In the end, we settled on an ashen poem about Christ’s forty days in the wilderness by Robert Graves (1895–1985). Graves was young when he published the poem in his second collection, the 1918 Fairies and Fusiliers. He’d been through the war, become friends with the poets Siegfried Sassoon (1886–1967) and Wilfred Owen (1893–1918), and published his war verses. (In 1985, a memorial was placed in Westminster Abbey for the poets of the First World War. The long-lived Graves was the only one left to attend.) He had yet to write his best-known nonfiction, his memoir of the war, Good-Bye to All That (1929), or his strange book about poetry’s beginning in worship of a divine mother figure, The White Goddess (1948). His best-selling novels, I, Claudius and Claudius the God wouldn’t appear till 1934 and 1935.

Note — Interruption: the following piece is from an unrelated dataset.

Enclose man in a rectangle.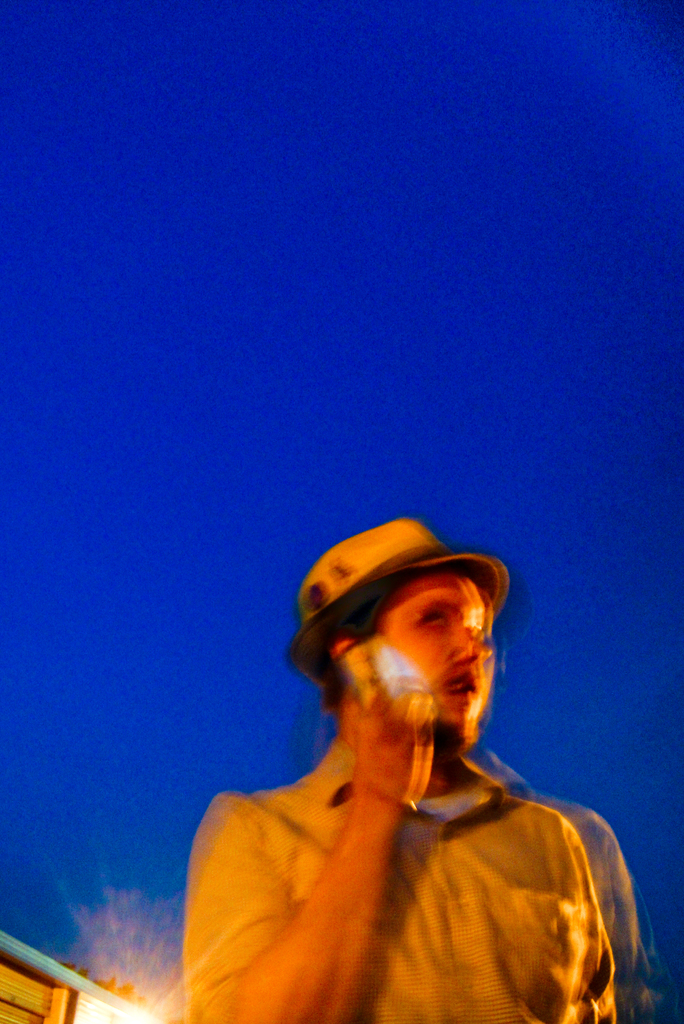
[165,491,662,1023].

In 1918, for that matter, Graves had yet to make a public point of his loss of faith. By 1948, following James Frazer’s The Golden Bough (1890–1915), Graves would insist in The White Goddess that “Christian legend, dogma and ritual are the refinement of a great body of primitive and even barbarous beliefs, and that almost the only original element in Christianity is the personality of Jesus.” In Today’s Poem, “In the Wilderness,” however, Graves emphasized not the personality but those mythopoeic elements of Jesus.

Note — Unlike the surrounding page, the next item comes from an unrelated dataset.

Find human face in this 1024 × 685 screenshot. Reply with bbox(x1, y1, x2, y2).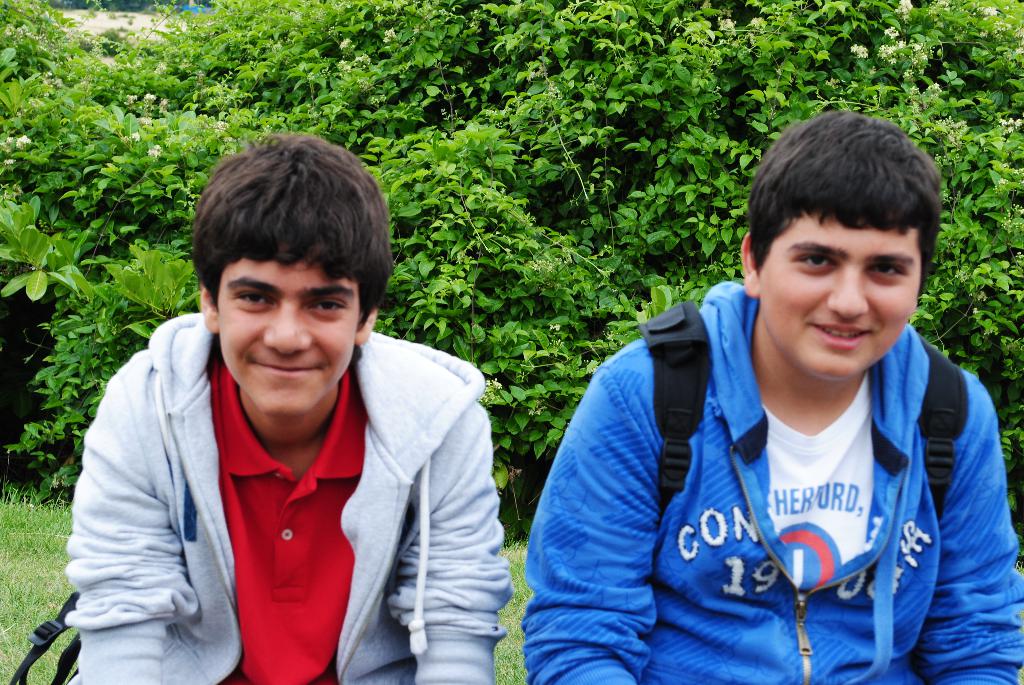
bbox(218, 242, 359, 418).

His account of that mythopoesis is aided enormously — turned nearly into an incantation prayer — by the rhymed two-stress lines of the poem and its forced dactyls. The meter quickly becomes artificial, standing outside the natural words to become the kind of musical chant we know from nursery rhymes and counting games. The first lines teach us how to read the poem’s dimeter, with its hints of the stresses of Anglo-Saxon alliterative verse: “CHRÌST of His GÈNtleness / THÌRSTing and HÙNgering, / WÀLKED in the WÌlderness.” And with that stress pattern established, we know how to hear such lines as “GRÈAT rats on LÈATHer wings / ÀND poor blind BRÒken things.”

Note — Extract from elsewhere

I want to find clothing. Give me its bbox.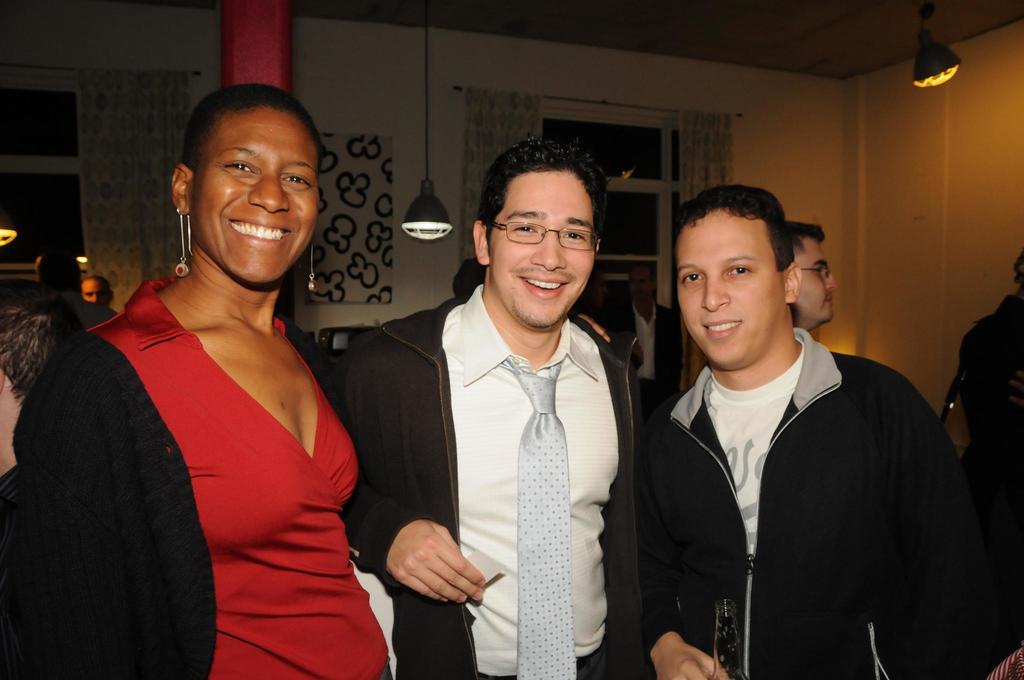
bbox=[637, 321, 1023, 679].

The poem pictures Christ preaching to the vilest and lowest of creatures, “Ànswered them bròtherly,” while “Bàsilisk, còckatrice, / Flòcked to his hòmilies.” He comforts the hidden: “Ànd poor blind bròken things, / Fòul in their mìseries.” Through it all, forty days in the wilderness (the biblical foundation of Lent, which begins with Ash Wednesday), Christ is trailed by a scapegoat. The creature who was to bear the price of our sins instead follows — “Sùre guard behìnd Him kept, / Tèars like a lòver wept” — the one who will take the scapegoat’s place and die for us.
In the Wilderness
by Robert Graves
Christ of His gentleness Thirsting and hungering, Walked in the wilderness; Soft words of grace He spoke Unto lost desert-folk That listened wondering. He heard the bitterns call From ruined palace-wall, Answered them brotherly. He held communion With the she-pelican Of lonely piety. Basilisk, cockatrice, Flocked to his homilies, With mail of dread device, With monstrous barbéd slings, With eager dragon-eyes; Great rats on leather wings And poor blind broken things, Foul in their miseries. And ever with Him went, Of all His wanderings Comrade, with ragged coat, Gaunt ribs — poor innocent — Bleeding foot, burning throat, The guileless old scapegoat; For forty nights and days Followed in Jesus’ ways, Sure guard behind Him kept, Tears like a lover wept.
What a perfect selection for today! I’d never encountered this poem!
Man, Graves knew his mythical creatures. Every creature Jesus encounters is a Christ figure, in all their oddity and fierceness. Next time I read about Christ being tempted in the desert I’ll remember this poem and envision the companions that Graves chose for Christ looking on in triumph as he defeats the devil.
It's a fine poem, and new to me, so thank you. (With respect, though, we had an ashy Valentine's Day in 2018, too.)